It was late on a Friday afternoon when I found myself sat in a comfortably large kitchen/office with a bunch of extremely smart, fresh-faced Oxford graduates deliberating the power of programmatic done differently. Our discussion had somehow found its way to the school of thought that advocates measurement as a driving force for strategy, making me uncomfortably twitchy.
I remember leaving that office contemplating what that meant for the world of social and content. Or, indeed, the most reliable source of marketing – word of mouth. After all, how do you measure trust?
In 2015, 66% of marketers expected their organisation’s content marketing budget to increase in the next 12 months.
Rewind nine years or so when I first made my foray into the world of social, and I swear that I had a similar conversation with a bunch of corporate bods who were challenging me on why we should do social at all.
After all, it was a fad and would soon face the disillusionment of the dotcom bubble. Besides, it couldn’t be measured! The journalist in me had a different point of view. I believed that, ultimately, success would come down to the power of the message. My instinct, as it turned out, was right.
According to research by the Content Marketing Institute in 2015, 66% of marketers expected their organisation’s content marketing budget to increase in the next 12 months. Social has not only evolved (nine years ago, there was no Vine, Instagram, Snapchat or Pinterest), it has now become synonymous with the world of content marketing.
But while there seems to be a mutual reliance between the two, content marketing suffers the same identity crisis as social – making it an important but equally challenging beast for most organisations.
Content and social live and breathe in everything we do and so they have a natural tendency to cross silos. Organisations often struggle with defining how social sits within the corporate set-up simply because it doesn’t neatly slot into a single functional silo.
Indeed, content creation and production is now a part of everyone’s job, from web editors to media teams cleverly crafting a strong corporate narrative to, of course, the social media teams who brave the opportunity of real-time marketing.
The result is often a slightly schizophrenic approach of the use of social and content to drive what is essentially a collective business strategy.
Another challenge social and content both face is being on the receiving end of a rapidly evolving industry. Spend time with any social practitioner and your ears will bleed from hearing about the pain we endure as a result of being at the mercy of ever-changing algorithms.
It’s no secret that organic reach is dying a slow death and currently hovers around the 0%-2% mark.
The ad-blocking problem
Forbes recently published an article titled: "Has Facebook’s latest algorithm change finally doomed publishers and marketers for good?"
Its simple definition of Facebook’s most recent changes was that it’s designed to send less traffic to content-based websites. And so you have heads of social collectively scrambling to uncover more budget and more innovative ways of amplifying their efforts.
But even as social marketers console each other in the wake of the latest algorithmic change, content marketers are faced with that pressing problem of ad-blocking.
PageFair recently reported that the number of monthly users of ad-blockers globally has increased from 21 million in 2010 to 144 million in 2014. And, with more of us skipping ads during our favourite TV programmes, the future of driving awareness and non-customer consideration suddenly looks pretty bleak to the marketer.
With every dark cloud, there is a silver lining –and the same is true when it comes to content and, indeed, social. For one, it’s making all of us better marketers.
Corporate silos that once thrived on the size of their territory are now forced to think about the collective strategy and KPIs rather than individual objectives – making cross-functional collaboration a necessity for success.
Back to its roots
Facebook may be the dark lord of the social platforms but the latest changes indicate that it is going back to its roots of connecting people and being more user-centric – so I’m hopeful. And as we find new ways of amplifying our content, turning to strategies such as programmatic, we will uncover new ways of measuring success and making the return more tangible.
Perhaps the biggest benefit for lovers of content, conversation and collaboration is that it forces us to challenge the opinions we have and the story we want to tell. Pushing us to ask that often unasked and all-too-important question: what’s your why?
Bian Salins is head of social and digital at TSB.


** How to complete this task **
Nothing but the lines from the start of the records through the line that contains "This screenshot has width=581, height=552." is to be copied, and each is to be copied exactly.

---------- Study material ----------

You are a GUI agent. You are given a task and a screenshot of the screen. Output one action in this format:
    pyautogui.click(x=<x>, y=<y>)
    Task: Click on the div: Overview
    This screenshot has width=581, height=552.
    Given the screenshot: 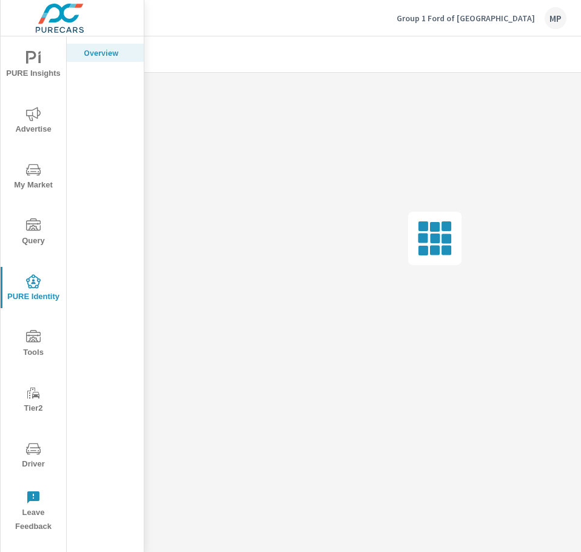 What is the action you would take?
    pyautogui.click(x=105, y=53)
    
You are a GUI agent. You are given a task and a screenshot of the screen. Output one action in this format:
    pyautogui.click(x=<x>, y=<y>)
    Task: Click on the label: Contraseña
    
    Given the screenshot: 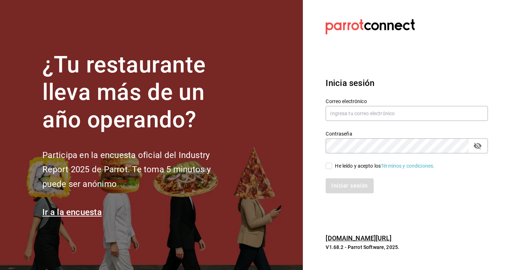 What is the action you would take?
    pyautogui.click(x=407, y=134)
    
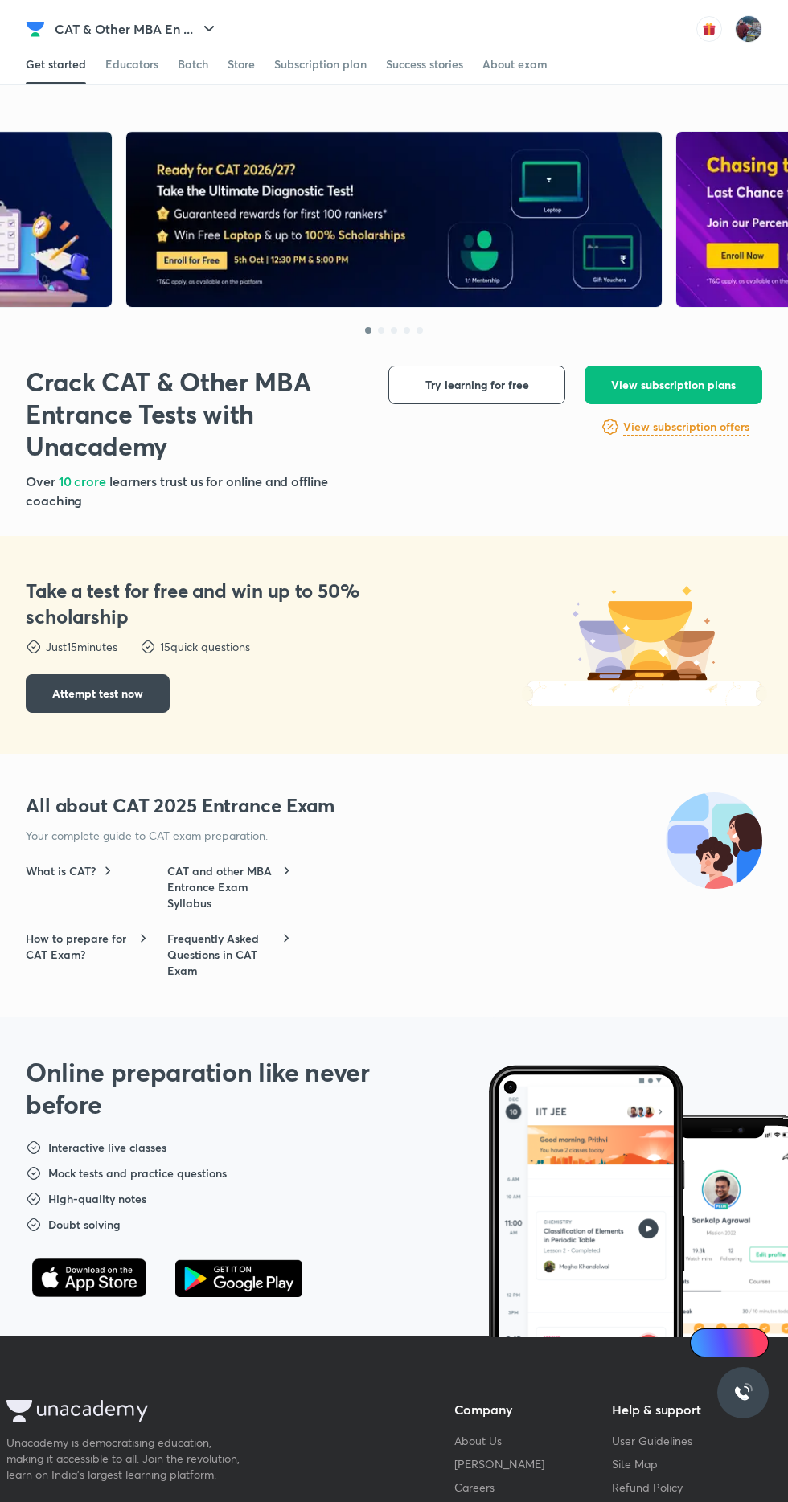 The height and width of the screenshot is (1502, 788). Describe the element at coordinates (97, 694) in the screenshot. I see `span: Attempt test now` at that location.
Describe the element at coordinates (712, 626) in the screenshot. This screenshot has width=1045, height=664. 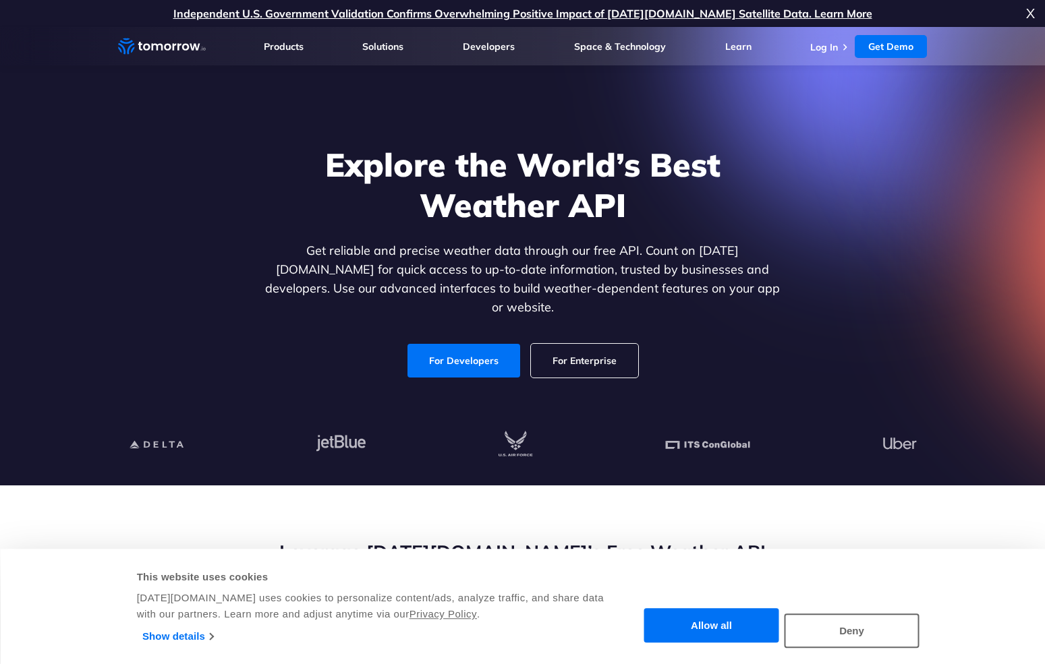
I see `button: Allow all` at that location.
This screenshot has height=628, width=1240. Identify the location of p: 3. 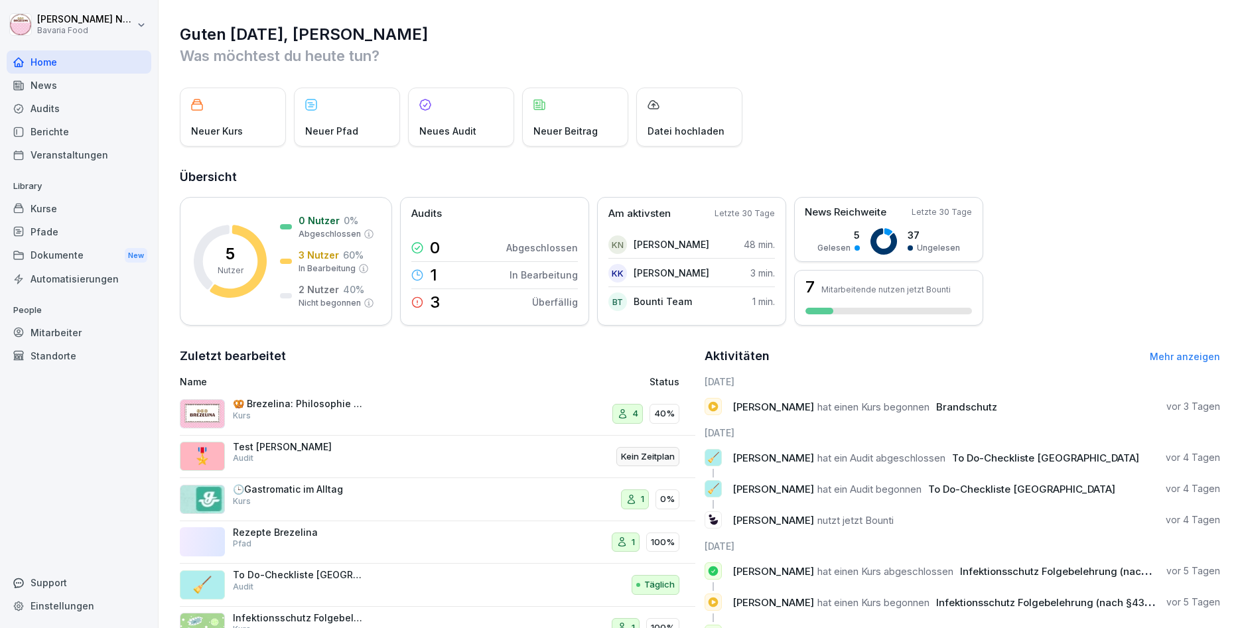
(434, 302).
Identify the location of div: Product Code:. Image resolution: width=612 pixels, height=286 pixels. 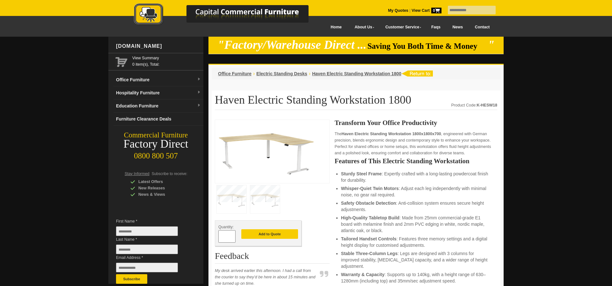
(474, 105).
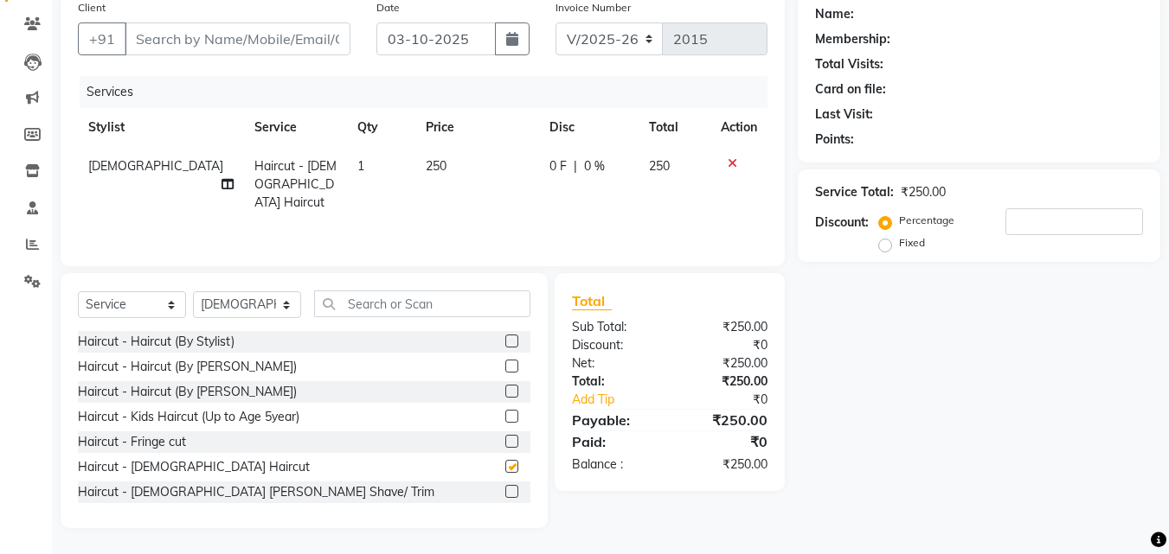  Describe the element at coordinates (854, 192) in the screenshot. I see `div: Service Total:` at that location.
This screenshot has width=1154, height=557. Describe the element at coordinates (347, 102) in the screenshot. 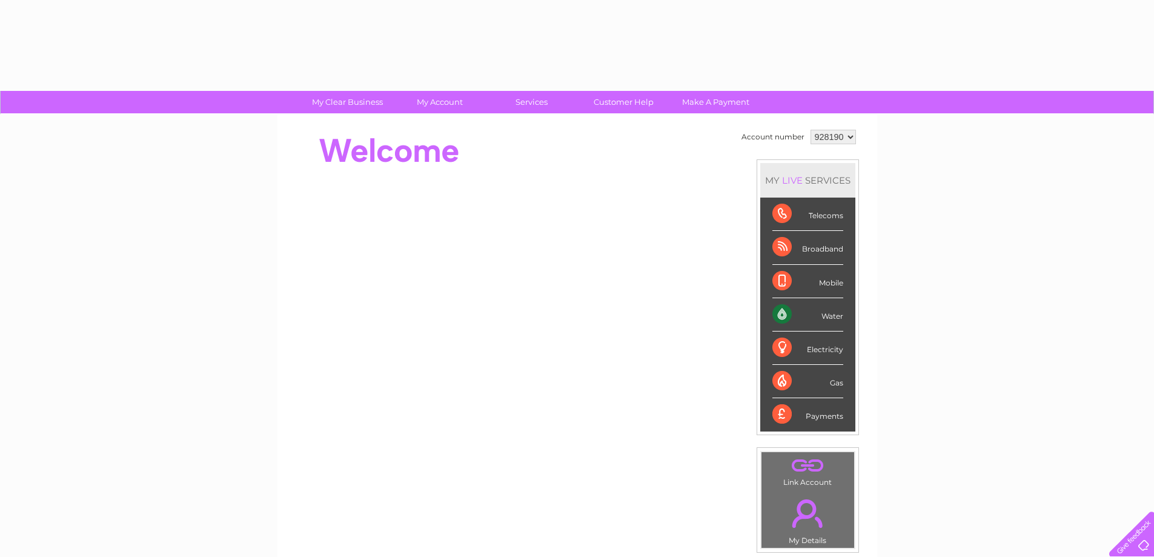

I see `a: My Clear Business` at that location.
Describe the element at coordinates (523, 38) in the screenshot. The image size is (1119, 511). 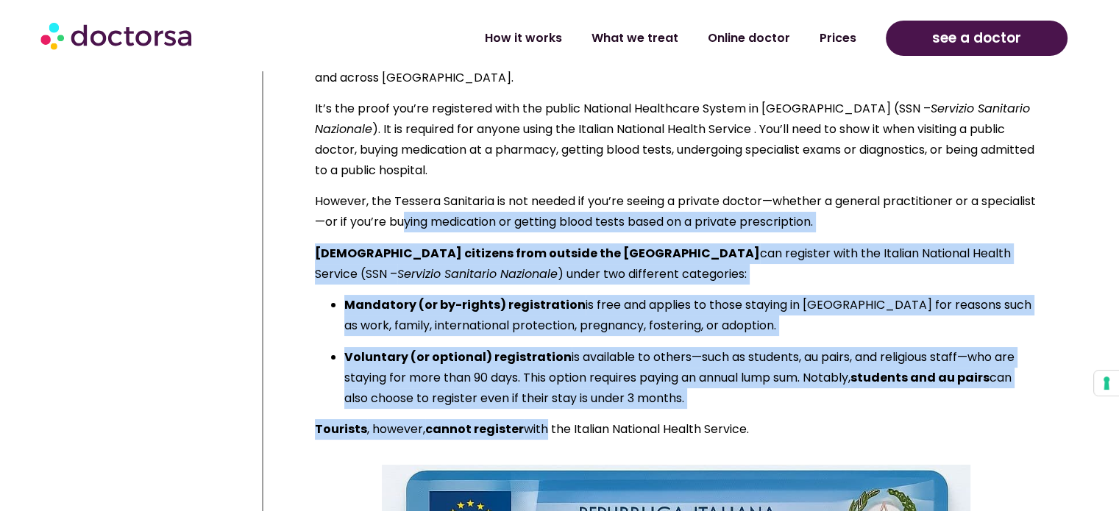
I see `a: How it works` at that location.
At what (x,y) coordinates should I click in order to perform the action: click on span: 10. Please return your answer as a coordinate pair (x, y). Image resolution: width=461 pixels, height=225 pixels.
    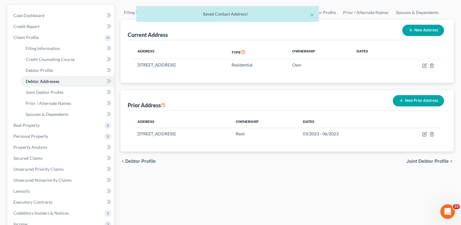
    Looking at the image, I should click on (456, 206).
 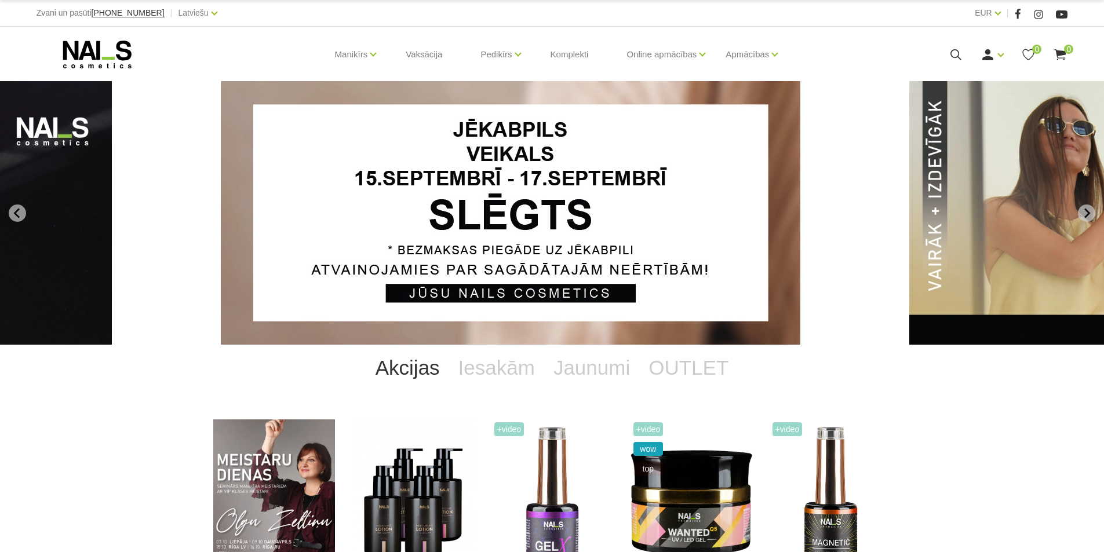 What do you see at coordinates (747, 54) in the screenshot?
I see `a: Apmācības` at bounding box center [747, 54].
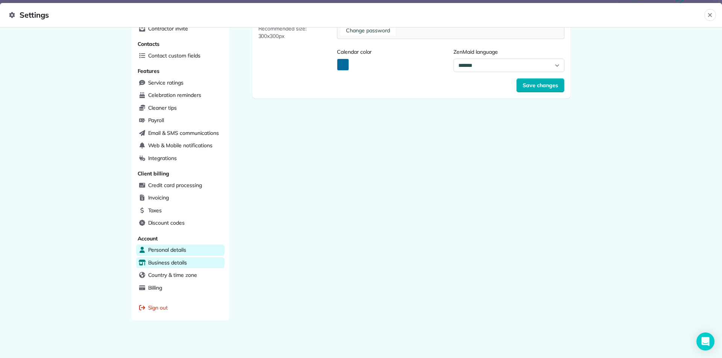 This screenshot has height=358, width=722. Describe the element at coordinates (167, 250) in the screenshot. I see `span: Personal details` at that location.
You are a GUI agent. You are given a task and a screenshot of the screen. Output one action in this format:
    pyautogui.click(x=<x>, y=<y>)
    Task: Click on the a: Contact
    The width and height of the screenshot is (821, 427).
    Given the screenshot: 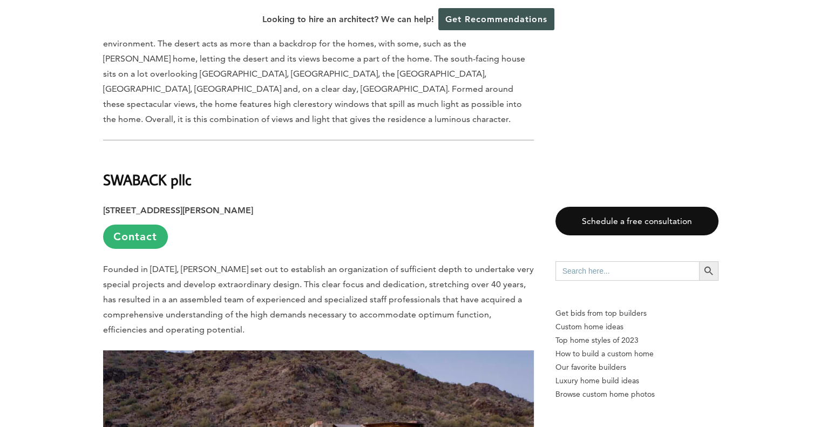 What is the action you would take?
    pyautogui.click(x=136, y=236)
    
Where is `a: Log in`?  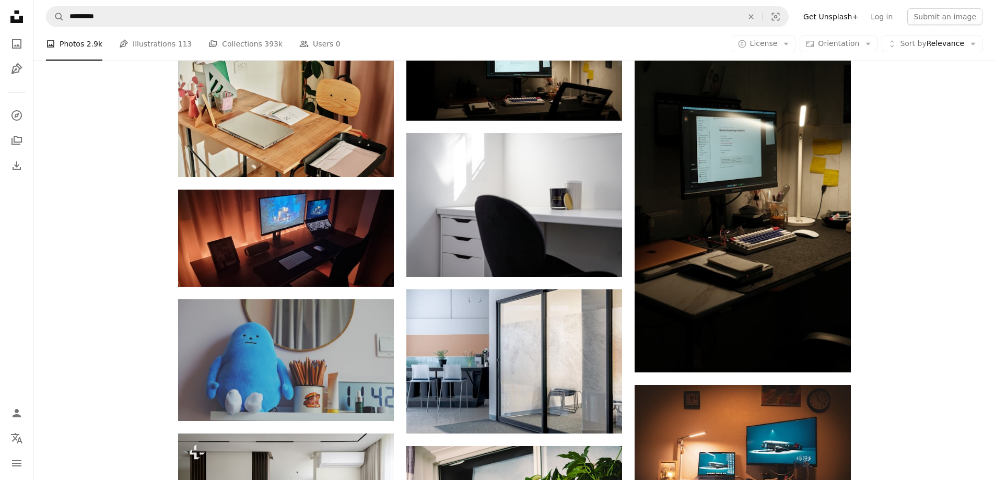 a: Log in is located at coordinates (882, 17).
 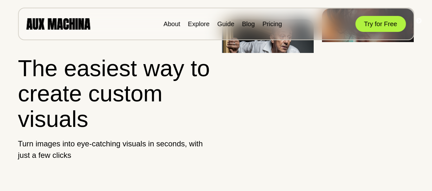 What do you see at coordinates (114, 94) in the screenshot?
I see `h1: The easiest way to create custom visuals` at bounding box center [114, 94].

----------

** Exercise response **
You are a GUI agent. You are given a task and a screenshot of the screen. Output one action in this format:
    pyautogui.click(x=<x>, y=<y>)
    Task: Click on the div: Overview
    This screenshot has width=581, height=552.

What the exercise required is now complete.